May 01, 2010 23:18
I was a quick learner when it came to the piano. I considered myself musically capable and enrolled in an intermediate piano course at my local college. This was many years ago before I actually went away to school, and I still remember my instructor being impressed with the pace in which I tore through the practice workbooks and really gave myself to the music. I would spend 45 minutes after lunch every day in a small soundproof room in the music wing that smelled like lacquer and perspiration. Afterwords, I would meet my teacher (I forget her name), and show her that I had learned the materials. There was one practice exercise in particular that I had trouble with. This was only a few lines of actual music, but it moved my fingers in seemingly impractical ways, having both hands move alternating fingers together in opposite directions. The notes were so counter-intuitive to me that I had to spend all of my practice times in that small pressure-box room. I had to learn how to use my fingers for the first time. Again.
I watched her pull up my driveway in her car, me sitting on my parked Ford as if I was waiting for her. I guess I was, but it was an anticipation I never expected to be fulfilled. I naïvely thought that if I wanted something so much that it would come to fruition. Easy. So, I waited outside not really expecting anything to happen, just a hope. I hadn’t called her or even talked to her for days, but I felt like we were connected through the clear night sky - like I could draw a line connecting the stars with me on one end and her on the other. There was one bright star in particular that I looked for. I might have even made a wish to it, I don’t remember that I did, I just remember that I was desperate.
I haven’t touched a piano since that one class. I had a partial education on it and never really desired to go further. This was around the time I met her after all, and I suppose I desired other things then. Music could wait. Since then, I never claimed to be able to play the piano with any proficiency. The rate at which I forgot the lessons, music, and chords was immediate. There was only one thing that stayed, and it was that troublesome arpeggio lesson. I had spent so much time relearning how to move my fingers that it just stuck with me. At odd times, when I was bored or walking or anything my fingers would spring to life with a mind of their own, hitting silent notes that I couldn’t even begin to remember their sound. Thumb, second finger, first, third, on both hands in succession playing off the other, and me not even noticing their action most of the time. I’ll get a comment now and then when I don’t notice them flicking in a silent beat, someone will ask me if I’m nervous or why I’m twitchy. I explain simply: I was a musician.
She was in tears. I had driven her back to my house because she didn’t own her own car back then and wanted to get away from home. We were in my driveway, and I was trying to comfort her. It was night and the clouds were moving swiftly to the East, allowing the moon and some stars to peek through to us. She was upset over something back home with her family. I held her close and told her that one day we would leave everything behind and just be together. She asked where we would go and I looked up to see the clouds blowing over a bright star. I pointed up and said, “We’ll go there.”
Years later, I watched her pull up to my driveway, the night I wanted her desperately to be there. I was sitting on my car stargazing on a cloudless night. She got out of her car and walked towards me, I had been playing a melody with my hands that no one could hear on the trunk of my car. We talked awkwardly for a while, things hadn’t been the same since we split, and things would never be the way they used to be. I made a joke about our star, how we should leave together now. But I knew this time that I was the one she wanted to get away from.
Tonight I sat outside on my old driveway, listening to the sprinkling rain and the cars driving through puddles on pavement - reminding me of a time when she drove away from me for the last time. I couldn’t see anything above the rainclouds, but I was sure of two things: Her star is in the night sky somewhere, and she would never pull up to my driveway again, no matter desperately I wanted her to be there.
It’s been a long time since piano lessons, but I remember much from then to now. I remember the satisfying weight of a piano key, the smell of a soundproof room, my instructor’s notes on my sheets of music. I remember her star. I remember the taste of her skin. I remember her tears. I remember the agony and the pleasure, not always exclusive. I remember the cold metal of a knife to my chest, the weight of it. I remember that I was a musician a long time ago.
Tonight I feel bloodless and weak, I don’t have the hopes of my younger self to wait outside in some surreal anticipation. Instead, I chronicle the things I have remembered and things that I want to remember but have forgotten. I want to remember happier days. I want to remember the sound of her voice when she was happy and in my driveway and she said, “Someday, we’ll go there.” Maybe most of all I want to remember what that piano sounded like when I pushed my fingers to new separations. Even now, my fingers dance around a phantom keyboard, playing notes that no one can hear, and strike chords that I can’t even begin to remember - just another ghost in my body grasping for a time out of reach.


> AIM OF THE TASK
Pull out every line with the word "Switzerland" from the entries below.

> RAW DATA
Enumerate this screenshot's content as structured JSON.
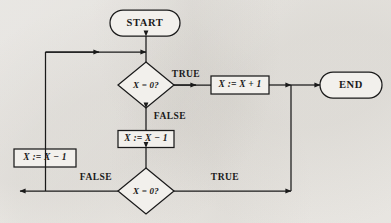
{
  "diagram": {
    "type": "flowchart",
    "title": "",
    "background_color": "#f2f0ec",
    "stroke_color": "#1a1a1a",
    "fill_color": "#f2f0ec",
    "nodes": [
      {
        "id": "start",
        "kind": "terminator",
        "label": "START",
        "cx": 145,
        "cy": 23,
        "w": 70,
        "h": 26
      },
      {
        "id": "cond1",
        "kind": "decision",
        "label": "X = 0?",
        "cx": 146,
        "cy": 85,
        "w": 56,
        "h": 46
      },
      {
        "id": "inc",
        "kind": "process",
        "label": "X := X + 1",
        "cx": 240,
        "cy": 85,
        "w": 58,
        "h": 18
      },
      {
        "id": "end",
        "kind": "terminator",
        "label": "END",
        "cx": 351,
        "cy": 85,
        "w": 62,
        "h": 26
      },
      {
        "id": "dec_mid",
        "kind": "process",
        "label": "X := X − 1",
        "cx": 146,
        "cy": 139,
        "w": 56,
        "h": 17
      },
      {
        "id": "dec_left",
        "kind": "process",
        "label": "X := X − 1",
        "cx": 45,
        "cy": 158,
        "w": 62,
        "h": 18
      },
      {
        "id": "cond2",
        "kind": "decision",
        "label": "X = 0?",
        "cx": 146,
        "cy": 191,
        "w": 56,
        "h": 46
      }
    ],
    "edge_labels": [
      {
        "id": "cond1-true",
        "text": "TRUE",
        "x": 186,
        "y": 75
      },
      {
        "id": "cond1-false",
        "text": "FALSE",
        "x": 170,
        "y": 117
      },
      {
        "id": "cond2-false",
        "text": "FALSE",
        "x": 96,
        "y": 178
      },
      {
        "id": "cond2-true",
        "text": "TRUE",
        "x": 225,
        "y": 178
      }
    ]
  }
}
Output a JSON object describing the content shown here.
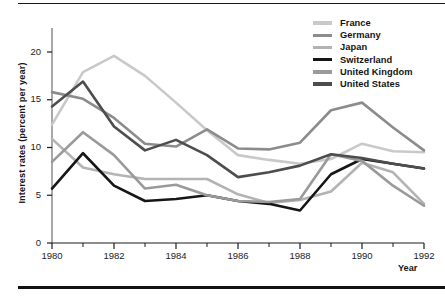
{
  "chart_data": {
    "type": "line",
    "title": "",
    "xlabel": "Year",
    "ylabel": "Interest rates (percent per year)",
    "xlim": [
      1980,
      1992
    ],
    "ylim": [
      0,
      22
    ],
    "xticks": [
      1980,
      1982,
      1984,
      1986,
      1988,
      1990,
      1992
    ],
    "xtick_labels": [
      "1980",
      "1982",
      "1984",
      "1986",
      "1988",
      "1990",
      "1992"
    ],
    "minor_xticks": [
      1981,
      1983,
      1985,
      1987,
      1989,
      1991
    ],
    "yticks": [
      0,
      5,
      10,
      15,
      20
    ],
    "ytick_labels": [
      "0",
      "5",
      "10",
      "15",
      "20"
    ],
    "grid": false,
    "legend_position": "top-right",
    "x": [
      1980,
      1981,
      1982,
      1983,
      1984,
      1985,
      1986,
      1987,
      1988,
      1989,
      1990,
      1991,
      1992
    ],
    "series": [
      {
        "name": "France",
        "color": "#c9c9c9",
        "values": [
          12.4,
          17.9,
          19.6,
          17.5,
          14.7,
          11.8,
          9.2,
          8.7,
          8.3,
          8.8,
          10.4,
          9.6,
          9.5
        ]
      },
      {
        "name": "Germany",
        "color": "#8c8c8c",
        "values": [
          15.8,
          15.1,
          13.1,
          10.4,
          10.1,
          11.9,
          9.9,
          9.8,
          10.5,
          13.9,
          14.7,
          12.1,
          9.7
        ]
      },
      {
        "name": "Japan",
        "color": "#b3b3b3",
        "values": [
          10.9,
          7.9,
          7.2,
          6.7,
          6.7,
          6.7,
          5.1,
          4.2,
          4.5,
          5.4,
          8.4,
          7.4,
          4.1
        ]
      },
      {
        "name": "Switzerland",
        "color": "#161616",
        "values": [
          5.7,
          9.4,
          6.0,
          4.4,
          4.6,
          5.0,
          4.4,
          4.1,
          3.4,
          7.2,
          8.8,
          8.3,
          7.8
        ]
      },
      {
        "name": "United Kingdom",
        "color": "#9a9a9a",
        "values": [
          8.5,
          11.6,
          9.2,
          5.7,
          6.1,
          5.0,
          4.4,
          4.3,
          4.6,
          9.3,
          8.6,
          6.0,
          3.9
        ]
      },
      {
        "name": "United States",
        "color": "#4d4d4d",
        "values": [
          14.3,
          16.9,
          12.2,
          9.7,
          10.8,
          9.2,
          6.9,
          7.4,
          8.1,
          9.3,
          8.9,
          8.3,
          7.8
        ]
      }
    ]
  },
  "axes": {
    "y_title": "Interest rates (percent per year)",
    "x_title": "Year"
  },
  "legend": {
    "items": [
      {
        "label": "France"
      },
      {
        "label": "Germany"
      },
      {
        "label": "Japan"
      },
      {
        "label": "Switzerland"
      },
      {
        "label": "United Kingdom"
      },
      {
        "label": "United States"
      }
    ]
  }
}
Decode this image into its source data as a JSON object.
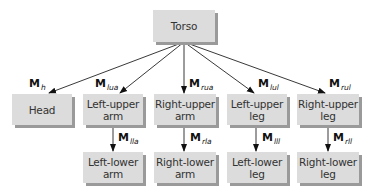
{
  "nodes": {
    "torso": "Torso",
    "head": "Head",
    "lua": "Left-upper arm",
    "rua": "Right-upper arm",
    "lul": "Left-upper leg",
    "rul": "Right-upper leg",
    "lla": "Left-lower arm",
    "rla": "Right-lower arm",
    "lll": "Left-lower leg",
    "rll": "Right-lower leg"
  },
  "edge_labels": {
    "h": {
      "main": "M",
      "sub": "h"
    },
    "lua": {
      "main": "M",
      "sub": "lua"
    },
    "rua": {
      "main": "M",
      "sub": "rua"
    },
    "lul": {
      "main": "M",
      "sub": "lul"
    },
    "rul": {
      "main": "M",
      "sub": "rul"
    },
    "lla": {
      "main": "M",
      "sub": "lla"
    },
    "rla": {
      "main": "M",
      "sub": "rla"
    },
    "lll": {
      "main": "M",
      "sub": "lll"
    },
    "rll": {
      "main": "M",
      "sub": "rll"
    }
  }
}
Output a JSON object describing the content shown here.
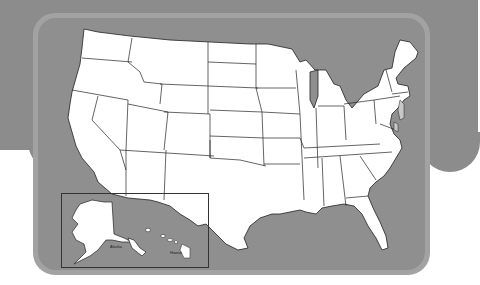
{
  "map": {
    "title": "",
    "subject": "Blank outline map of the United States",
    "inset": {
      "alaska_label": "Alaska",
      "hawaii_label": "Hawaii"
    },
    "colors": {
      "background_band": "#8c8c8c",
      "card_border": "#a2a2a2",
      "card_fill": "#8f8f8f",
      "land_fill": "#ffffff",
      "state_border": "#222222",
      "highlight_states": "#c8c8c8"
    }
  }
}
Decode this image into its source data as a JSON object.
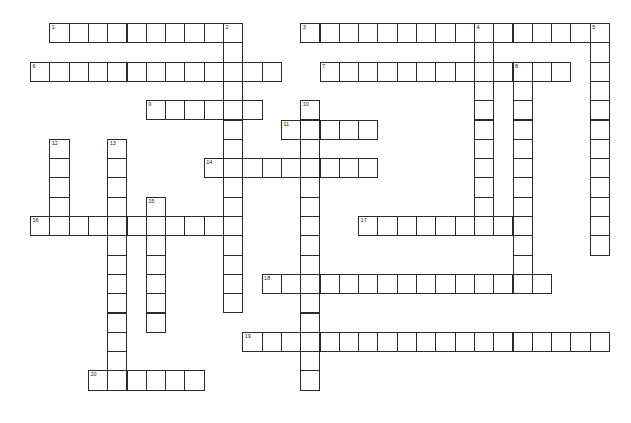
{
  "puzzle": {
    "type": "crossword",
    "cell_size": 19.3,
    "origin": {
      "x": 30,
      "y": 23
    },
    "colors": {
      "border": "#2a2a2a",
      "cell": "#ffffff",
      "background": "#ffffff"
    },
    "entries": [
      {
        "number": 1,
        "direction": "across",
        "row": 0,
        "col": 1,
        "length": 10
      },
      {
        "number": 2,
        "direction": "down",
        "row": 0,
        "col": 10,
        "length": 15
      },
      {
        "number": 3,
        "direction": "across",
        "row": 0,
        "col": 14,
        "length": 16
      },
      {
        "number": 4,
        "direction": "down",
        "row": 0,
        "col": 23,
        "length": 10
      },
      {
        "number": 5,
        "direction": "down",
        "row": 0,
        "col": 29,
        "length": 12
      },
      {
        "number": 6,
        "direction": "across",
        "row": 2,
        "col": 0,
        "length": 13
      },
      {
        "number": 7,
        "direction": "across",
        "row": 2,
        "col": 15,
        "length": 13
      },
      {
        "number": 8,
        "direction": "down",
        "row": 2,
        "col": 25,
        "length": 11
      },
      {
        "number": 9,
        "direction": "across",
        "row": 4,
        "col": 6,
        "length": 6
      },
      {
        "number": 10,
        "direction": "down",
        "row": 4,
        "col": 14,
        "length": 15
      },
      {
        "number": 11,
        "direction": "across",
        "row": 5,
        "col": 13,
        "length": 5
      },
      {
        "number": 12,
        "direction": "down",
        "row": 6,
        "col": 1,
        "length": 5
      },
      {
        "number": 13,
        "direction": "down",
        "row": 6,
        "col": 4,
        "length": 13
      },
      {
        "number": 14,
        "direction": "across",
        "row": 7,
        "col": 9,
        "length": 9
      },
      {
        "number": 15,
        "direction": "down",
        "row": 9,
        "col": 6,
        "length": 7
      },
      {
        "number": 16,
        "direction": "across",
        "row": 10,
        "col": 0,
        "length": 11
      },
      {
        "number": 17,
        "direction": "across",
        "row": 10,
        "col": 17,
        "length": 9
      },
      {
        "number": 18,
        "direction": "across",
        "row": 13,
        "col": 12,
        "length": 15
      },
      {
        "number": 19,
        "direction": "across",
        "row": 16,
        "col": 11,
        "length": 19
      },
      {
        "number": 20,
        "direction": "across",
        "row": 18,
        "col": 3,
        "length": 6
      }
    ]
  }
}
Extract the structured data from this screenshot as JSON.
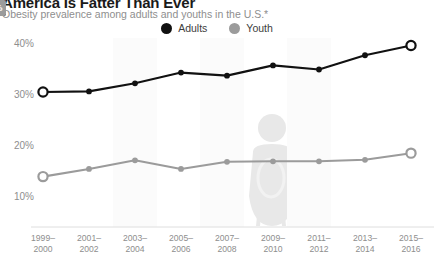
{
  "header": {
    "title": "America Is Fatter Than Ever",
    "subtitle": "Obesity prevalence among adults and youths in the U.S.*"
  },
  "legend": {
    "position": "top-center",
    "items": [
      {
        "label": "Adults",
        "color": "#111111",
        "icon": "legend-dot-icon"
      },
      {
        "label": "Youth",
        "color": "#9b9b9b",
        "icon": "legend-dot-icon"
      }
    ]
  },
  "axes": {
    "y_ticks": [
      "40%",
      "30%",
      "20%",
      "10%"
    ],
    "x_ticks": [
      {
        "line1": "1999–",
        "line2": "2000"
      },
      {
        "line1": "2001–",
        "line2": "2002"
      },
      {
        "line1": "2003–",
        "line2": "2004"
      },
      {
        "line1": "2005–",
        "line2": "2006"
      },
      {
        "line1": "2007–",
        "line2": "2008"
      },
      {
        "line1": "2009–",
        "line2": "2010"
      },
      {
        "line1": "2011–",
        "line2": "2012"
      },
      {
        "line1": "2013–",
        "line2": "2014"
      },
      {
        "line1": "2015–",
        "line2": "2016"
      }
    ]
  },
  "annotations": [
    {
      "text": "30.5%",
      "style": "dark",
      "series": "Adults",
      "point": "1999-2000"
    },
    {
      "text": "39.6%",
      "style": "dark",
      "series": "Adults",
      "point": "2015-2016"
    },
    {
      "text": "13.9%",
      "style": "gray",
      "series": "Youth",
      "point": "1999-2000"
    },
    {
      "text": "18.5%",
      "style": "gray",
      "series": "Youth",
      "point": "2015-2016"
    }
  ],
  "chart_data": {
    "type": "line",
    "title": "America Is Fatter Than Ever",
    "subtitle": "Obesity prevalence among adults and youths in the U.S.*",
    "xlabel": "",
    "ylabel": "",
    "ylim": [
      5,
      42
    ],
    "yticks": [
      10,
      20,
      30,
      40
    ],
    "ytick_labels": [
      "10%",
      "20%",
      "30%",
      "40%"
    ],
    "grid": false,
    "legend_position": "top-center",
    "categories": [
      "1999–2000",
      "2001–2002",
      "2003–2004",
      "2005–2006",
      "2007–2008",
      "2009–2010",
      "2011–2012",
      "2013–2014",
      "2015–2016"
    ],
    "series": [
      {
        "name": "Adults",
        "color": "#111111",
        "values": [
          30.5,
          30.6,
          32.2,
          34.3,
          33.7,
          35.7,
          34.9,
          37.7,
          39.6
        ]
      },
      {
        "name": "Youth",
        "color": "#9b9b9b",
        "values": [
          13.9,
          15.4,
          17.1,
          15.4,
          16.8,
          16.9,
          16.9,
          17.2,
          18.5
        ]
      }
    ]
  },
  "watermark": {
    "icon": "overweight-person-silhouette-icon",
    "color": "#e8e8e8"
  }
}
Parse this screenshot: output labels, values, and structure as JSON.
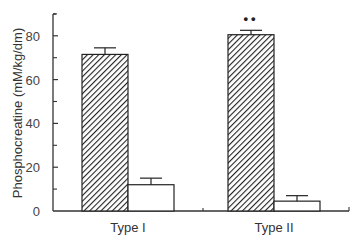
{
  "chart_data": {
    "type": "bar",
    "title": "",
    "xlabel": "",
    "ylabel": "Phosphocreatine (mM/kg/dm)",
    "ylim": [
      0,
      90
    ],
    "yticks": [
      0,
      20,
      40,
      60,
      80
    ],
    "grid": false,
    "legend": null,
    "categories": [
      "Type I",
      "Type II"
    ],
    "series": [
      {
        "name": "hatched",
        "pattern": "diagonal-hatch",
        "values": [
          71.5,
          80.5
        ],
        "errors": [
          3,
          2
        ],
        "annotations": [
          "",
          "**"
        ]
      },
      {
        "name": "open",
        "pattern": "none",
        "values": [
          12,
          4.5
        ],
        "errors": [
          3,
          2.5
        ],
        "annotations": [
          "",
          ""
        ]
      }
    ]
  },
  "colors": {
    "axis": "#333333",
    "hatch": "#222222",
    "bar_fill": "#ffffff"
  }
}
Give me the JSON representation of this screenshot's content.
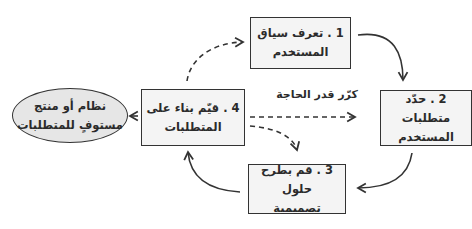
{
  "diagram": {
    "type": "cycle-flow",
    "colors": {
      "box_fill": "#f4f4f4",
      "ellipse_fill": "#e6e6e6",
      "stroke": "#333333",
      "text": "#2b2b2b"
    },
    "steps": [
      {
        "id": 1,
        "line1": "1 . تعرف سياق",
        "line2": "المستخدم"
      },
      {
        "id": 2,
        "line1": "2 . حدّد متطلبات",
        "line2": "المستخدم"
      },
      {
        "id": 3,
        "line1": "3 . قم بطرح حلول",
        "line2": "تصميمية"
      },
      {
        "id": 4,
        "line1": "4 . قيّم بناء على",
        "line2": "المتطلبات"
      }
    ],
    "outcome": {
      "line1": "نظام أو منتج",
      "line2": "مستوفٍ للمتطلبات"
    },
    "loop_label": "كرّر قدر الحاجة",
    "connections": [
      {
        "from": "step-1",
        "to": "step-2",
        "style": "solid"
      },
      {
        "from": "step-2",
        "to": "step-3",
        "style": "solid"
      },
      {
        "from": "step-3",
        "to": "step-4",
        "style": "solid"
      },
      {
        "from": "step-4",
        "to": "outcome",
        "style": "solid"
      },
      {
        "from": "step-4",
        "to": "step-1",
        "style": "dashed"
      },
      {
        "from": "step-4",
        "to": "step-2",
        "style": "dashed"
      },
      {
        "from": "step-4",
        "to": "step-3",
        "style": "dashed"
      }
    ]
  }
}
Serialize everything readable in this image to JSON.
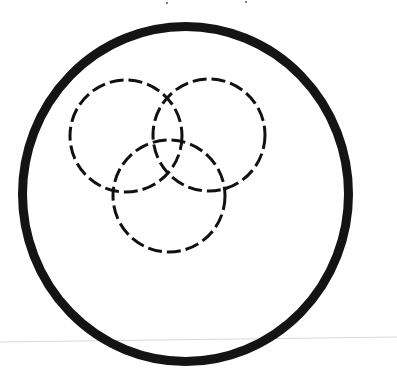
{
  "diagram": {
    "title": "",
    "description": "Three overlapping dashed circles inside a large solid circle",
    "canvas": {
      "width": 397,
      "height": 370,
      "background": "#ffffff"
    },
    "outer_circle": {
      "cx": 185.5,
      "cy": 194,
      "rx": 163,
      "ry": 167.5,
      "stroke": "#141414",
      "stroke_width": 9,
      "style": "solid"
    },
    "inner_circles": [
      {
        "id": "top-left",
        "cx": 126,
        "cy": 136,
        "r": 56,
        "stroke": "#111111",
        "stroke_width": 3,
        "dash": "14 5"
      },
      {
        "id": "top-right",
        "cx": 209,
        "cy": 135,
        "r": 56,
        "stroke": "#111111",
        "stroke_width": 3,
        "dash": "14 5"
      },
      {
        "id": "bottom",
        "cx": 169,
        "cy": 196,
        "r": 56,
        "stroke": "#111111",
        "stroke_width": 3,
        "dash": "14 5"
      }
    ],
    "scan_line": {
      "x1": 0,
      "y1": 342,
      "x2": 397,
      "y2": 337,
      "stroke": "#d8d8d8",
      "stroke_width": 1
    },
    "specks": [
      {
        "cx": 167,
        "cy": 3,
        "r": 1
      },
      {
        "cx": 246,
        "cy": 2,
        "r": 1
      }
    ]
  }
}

> TASK RESPONSE
        "name": "Switzerland",
        "label": "Switzerland"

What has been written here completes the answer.